The inclusion of a gravel stage in the 2024 Tour de France has faced criticism from multiple quarters, with disapproval coming from both team managers and riders. Thierry Gouvenou, the course designer at ASO, sheds light on the unconventional selection in an interview with L’Équipe.
“We have made a promise never to plan two sprint stages in a row again. So we had to come up with a clever way to cross the Alps. It’s a bit like the cobbled stage in 2010. Then it was also 20 years ago since we put cobblestones in the course,” the French former pro said.
Gouvenou expects that the gravel sections will bear considerable importance. “If a team decides to go all out, it will be tied up. And that ribbon will eventually break. I hope it will be a stage for guys like Tadej Pogacar and Remco Evenepoel. I hope they will create chaos,” he said.
Nonetheless, Evenepoel himself was less enthusiastic about the gravel stage. “There are already separate events and championships for clay. Do such gravel sections absolutely have to be fitted into a Grand Tour or into other, normal races? I don’t think it’s really necessary,” the world champion told Het Laatste Nieuws.
Same goes for his boss,Patrick Lefevere. “That’s like asking me what I think about cobblestones in the Tour de France…I’m really not a fan of it,” the Soudal-QuickStep boss said to WielerFlits. “In the beginning, I wasn’t a fan of Strade Bianche either. Only an idiot never changes his mind, but I don’t think that every stage race of significance should now include gravel sections in the course. You can’t win the Tour in those kinds of stages, but you can lose it.”
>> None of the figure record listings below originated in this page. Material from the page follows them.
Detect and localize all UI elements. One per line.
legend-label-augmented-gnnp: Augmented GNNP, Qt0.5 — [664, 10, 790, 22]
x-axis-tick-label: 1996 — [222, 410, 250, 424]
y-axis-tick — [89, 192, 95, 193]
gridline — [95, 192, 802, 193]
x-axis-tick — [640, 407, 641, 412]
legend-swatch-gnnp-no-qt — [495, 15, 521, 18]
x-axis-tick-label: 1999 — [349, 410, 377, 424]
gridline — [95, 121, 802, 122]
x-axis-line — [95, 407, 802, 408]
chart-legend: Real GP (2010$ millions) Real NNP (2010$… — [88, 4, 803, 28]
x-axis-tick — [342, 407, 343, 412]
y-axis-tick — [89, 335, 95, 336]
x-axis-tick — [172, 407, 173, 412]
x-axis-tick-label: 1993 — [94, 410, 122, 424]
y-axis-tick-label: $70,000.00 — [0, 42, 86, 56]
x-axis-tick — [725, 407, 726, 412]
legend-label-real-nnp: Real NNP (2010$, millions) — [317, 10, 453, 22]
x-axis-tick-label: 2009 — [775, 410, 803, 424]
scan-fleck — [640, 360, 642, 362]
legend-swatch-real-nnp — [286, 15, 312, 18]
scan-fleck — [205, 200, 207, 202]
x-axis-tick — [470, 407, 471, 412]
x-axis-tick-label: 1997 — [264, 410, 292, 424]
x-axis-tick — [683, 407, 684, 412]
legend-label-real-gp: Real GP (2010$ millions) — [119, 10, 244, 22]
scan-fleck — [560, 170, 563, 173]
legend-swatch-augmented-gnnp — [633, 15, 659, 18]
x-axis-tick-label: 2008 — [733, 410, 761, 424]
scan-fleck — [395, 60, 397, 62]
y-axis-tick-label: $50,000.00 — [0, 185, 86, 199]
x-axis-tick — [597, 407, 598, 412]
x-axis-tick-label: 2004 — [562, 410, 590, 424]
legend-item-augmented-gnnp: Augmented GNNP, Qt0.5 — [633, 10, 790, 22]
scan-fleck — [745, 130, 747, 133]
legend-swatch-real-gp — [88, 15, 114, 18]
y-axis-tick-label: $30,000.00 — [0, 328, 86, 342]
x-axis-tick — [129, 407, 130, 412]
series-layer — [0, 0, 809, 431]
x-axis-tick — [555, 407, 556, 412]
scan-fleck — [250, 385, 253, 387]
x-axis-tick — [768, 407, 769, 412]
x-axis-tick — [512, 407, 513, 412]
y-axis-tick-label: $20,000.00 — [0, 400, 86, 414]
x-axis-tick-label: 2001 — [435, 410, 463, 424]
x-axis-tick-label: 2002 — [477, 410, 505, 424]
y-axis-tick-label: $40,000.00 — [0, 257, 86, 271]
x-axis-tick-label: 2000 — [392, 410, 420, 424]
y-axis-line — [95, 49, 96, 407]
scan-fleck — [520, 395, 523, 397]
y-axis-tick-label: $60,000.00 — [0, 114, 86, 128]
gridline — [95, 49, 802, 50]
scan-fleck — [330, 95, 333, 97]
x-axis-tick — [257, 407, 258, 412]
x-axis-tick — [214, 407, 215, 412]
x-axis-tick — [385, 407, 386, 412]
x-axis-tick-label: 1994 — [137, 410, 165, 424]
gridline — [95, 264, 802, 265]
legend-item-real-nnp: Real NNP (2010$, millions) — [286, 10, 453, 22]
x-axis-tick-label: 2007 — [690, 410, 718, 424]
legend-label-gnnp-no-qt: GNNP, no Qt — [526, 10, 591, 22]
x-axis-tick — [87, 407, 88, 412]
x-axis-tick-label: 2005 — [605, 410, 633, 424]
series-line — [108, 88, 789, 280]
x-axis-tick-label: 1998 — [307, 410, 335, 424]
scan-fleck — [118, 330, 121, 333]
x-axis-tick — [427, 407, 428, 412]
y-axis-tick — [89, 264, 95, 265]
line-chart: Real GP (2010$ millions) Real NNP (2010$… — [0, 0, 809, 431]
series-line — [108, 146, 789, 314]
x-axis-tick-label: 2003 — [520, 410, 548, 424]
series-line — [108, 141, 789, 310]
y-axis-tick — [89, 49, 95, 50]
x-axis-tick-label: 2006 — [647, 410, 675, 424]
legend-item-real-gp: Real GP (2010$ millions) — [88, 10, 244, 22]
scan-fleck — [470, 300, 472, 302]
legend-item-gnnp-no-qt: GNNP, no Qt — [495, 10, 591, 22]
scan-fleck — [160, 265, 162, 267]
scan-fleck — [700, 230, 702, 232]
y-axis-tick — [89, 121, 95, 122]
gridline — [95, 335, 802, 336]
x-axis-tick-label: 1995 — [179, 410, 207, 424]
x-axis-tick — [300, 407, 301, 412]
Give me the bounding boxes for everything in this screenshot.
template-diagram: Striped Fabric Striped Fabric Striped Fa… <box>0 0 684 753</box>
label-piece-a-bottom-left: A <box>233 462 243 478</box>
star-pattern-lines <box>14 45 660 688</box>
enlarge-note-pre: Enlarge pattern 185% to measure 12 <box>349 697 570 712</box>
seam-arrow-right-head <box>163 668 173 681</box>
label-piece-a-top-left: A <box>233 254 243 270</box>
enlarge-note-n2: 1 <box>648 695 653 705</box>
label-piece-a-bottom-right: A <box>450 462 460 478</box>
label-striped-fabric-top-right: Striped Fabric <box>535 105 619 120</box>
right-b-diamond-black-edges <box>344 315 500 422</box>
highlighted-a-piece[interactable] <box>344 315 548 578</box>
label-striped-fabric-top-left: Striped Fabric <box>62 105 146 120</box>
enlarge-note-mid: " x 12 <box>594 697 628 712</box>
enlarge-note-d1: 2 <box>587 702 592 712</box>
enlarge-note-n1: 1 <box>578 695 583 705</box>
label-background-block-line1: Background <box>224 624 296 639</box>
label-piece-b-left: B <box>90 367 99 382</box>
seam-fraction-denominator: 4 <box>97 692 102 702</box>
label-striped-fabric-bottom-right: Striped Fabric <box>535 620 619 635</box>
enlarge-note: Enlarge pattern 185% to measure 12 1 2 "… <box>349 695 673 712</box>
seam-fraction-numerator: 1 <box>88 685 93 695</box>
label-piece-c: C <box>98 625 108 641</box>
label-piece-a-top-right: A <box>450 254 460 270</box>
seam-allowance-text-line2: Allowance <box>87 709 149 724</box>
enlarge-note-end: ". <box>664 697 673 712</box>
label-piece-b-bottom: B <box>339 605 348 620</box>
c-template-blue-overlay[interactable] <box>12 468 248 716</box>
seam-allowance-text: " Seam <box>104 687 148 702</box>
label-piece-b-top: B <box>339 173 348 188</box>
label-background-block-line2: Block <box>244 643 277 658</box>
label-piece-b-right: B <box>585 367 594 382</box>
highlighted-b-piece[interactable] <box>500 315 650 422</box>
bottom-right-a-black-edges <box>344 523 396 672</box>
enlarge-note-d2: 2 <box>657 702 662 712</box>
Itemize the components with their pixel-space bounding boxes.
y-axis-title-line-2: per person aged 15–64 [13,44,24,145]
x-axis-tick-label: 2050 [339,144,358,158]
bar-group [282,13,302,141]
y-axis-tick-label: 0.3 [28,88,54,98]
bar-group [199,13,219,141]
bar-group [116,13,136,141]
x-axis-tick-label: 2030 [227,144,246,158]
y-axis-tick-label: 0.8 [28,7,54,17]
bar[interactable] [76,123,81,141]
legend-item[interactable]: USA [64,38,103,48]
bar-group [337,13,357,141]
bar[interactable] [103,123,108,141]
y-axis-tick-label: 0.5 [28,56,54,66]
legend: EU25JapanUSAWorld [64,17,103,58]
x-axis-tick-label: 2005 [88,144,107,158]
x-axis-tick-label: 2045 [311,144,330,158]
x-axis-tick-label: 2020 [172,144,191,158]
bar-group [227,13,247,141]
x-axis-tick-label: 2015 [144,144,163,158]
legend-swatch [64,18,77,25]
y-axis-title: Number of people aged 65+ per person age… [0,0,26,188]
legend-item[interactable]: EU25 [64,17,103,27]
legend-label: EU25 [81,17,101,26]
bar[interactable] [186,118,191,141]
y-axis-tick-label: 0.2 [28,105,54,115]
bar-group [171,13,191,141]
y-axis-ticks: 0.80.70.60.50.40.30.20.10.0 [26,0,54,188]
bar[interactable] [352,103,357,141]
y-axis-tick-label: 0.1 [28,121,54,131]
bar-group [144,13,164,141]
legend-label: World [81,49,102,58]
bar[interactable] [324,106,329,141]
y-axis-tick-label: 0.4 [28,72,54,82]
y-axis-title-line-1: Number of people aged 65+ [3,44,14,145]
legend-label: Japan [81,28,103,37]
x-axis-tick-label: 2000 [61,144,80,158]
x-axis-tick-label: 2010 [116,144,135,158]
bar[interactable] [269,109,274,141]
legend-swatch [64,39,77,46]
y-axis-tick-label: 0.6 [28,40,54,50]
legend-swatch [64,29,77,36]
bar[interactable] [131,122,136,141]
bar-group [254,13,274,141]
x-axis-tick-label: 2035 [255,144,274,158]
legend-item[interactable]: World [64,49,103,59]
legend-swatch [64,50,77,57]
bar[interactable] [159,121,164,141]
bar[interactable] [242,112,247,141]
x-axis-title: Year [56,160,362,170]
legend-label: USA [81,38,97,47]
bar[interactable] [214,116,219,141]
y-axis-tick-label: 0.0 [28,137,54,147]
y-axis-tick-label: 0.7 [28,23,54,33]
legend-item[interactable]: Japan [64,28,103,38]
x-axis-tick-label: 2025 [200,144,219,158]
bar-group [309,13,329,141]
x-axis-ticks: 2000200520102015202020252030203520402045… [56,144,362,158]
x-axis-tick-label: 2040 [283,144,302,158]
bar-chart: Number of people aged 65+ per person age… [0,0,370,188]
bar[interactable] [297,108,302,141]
Jumbo-Visma’s Richard Plugge echoed this sentiment.
“It is a beautiful course, but with a small blemish,” Plugge said in an interview In de Leiderstrui. “And that is 32 km of gravel. I am not in favour of that, because the luck factor is greatly involved. Why do you have to go looking for gravel again?”
As well as the controversial gravel stage, the 2024 Tour de France comprises a total of four mountain summit finishes, two time trials, and eight flat stages suitable for sprinters or breakaways. It begins in Florence, Italy on Saturday, June 29, the race spans three weeks and concludes in Nice on Sunday, July 21, culminating with a tough time trial. Due to the Paris Olympics, the traditional Champs-Élysées stage will not be a part of the race.